Creative Idea with Brain and Light Bulb Illustration, with Generative AI TechnologyImage Credit: Michael_G - Adobe Stock

Hermansson logged in to Google and began looking up results for the IQs of different nations. When he typed in “Pakistan IQ,” rather than getting a typical list of links, Hermansson was presented with Google’s AI-powered Overviews tool, which, confusingly to him, was on by default. It gave him a definitive answer of 80.

When he typed in “Sierra Leone IQ,” Google’s AI tool was even more specific: 45.07. The result for “Kenya IQ” was equally exact: 75.2.

Hermansson immediately recognized the numbers being fed back to him. They were being taken directly from the very study he was trying to debunk, published by one of the leaders of the movement that he was working to expose.

The results Google was serving up came from a dataset published by Richard Lynn, a University of Ulster professor who died in 2023 and was president of the Pioneer Fund for two decades.

“His influence was massive. He was the superstar and the guiding light of that movement up until his death. Almost to the very end of his life, he was a core leader of it,” Hermansson says.

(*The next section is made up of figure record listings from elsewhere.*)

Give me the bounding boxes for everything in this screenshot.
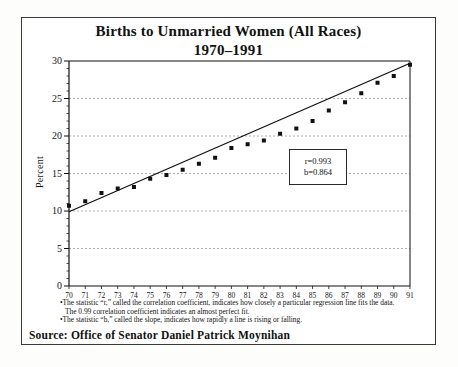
chart-title-line2: 1970–1991	[22, 41, 435, 60]
svg-text:10: 10	[52, 205, 62, 216]
stats-annotation-box: r=0.993 b=0.864	[289, 149, 347, 185]
data-point	[343, 100, 347, 104]
chart-frame: 0510152025307071727374757677787980818283…	[21, 17, 436, 345]
data-point	[67, 204, 71, 208]
data-point	[213, 156, 217, 160]
svg-text:25: 25	[52, 93, 62, 104]
data-point	[359, 91, 363, 95]
y-axis-ticks	[64, 61, 69, 286]
y-axis-label: Percent	[34, 156, 45, 188]
data-point	[197, 162, 201, 166]
y-axis-tick-labels: 051015202530	[52, 55, 62, 291]
svg-text:0: 0	[57, 280, 62, 291]
data-point	[327, 109, 331, 113]
scanned-chart-page: { "title": { "line1": "Births to Unmarri…	[0, 0, 458, 367]
chart-title: Births to Unmarried Women (All Races) 19…	[22, 22, 435, 60]
footnote-b: •The statistic “b,” called the slope, in…	[60, 316, 425, 325]
chart-title-line1: Births to Unmarried Women (All Races)	[22, 22, 435, 41]
data-point	[408, 63, 412, 67]
data-point	[181, 168, 185, 172]
svg-text:15: 15	[52, 168, 62, 179]
data-point	[229, 146, 233, 150]
scatter-plot: 0510152025307071727374757677787980818283…	[22, 18, 435, 344]
data-point	[83, 199, 87, 203]
footnotes: •The statistic “r,” called the correlati…	[60, 299, 425, 325]
source-line: Source: Office of Senator Daniel Patrick…	[29, 329, 290, 341]
data-point	[148, 177, 152, 181]
data-point	[164, 173, 168, 177]
data-point	[246, 142, 250, 146]
data-point	[278, 132, 282, 136]
data-point	[99, 191, 103, 195]
data-point	[294, 127, 298, 131]
slope-value: b=0.864	[290, 167, 346, 178]
svg-text:5: 5	[57, 243, 62, 254]
correlation-coefficient-value: r=0.993	[290, 156, 346, 167]
regression-line	[69, 63, 410, 212]
data-point	[132, 185, 136, 189]
data-point	[376, 81, 380, 85]
data-point	[262, 139, 266, 143]
data-point	[116, 187, 120, 191]
gridlines	[69, 99, 410, 249]
data-point	[311, 119, 315, 123]
data-point	[392, 74, 396, 78]
svg-text:20: 20	[52, 130, 62, 141]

“Google, Microsoft, and Perplexity Are Promoting Scientific Racism in Search Results,” October 24, 2024

Not much reliable information?

It turns out that Microsoft’s Copilot and Perplexity were using the same source. The Wired article hints that there isn’t much reliable information about IQs worldwide. That could well be how a search engine ends up focusing on any source that provides answers, even if they are not reliable ones. Gilbert finds some evidence that Google is trying to improve.

Here at Mind Matters News, we put “Pakistan IQ” and “Sierra Leone IQ” into Freespoke, a lesser-known search engine. We received a variety of links, none of which went to an academic source — a red flag right away.

Just for fun we tried “Canada IQ” as well. The first three results were for “investor quotient.” followed by items such as a racist diatribe, a claim that Canadians have higher IQs than Americans, and iQ Power Tools.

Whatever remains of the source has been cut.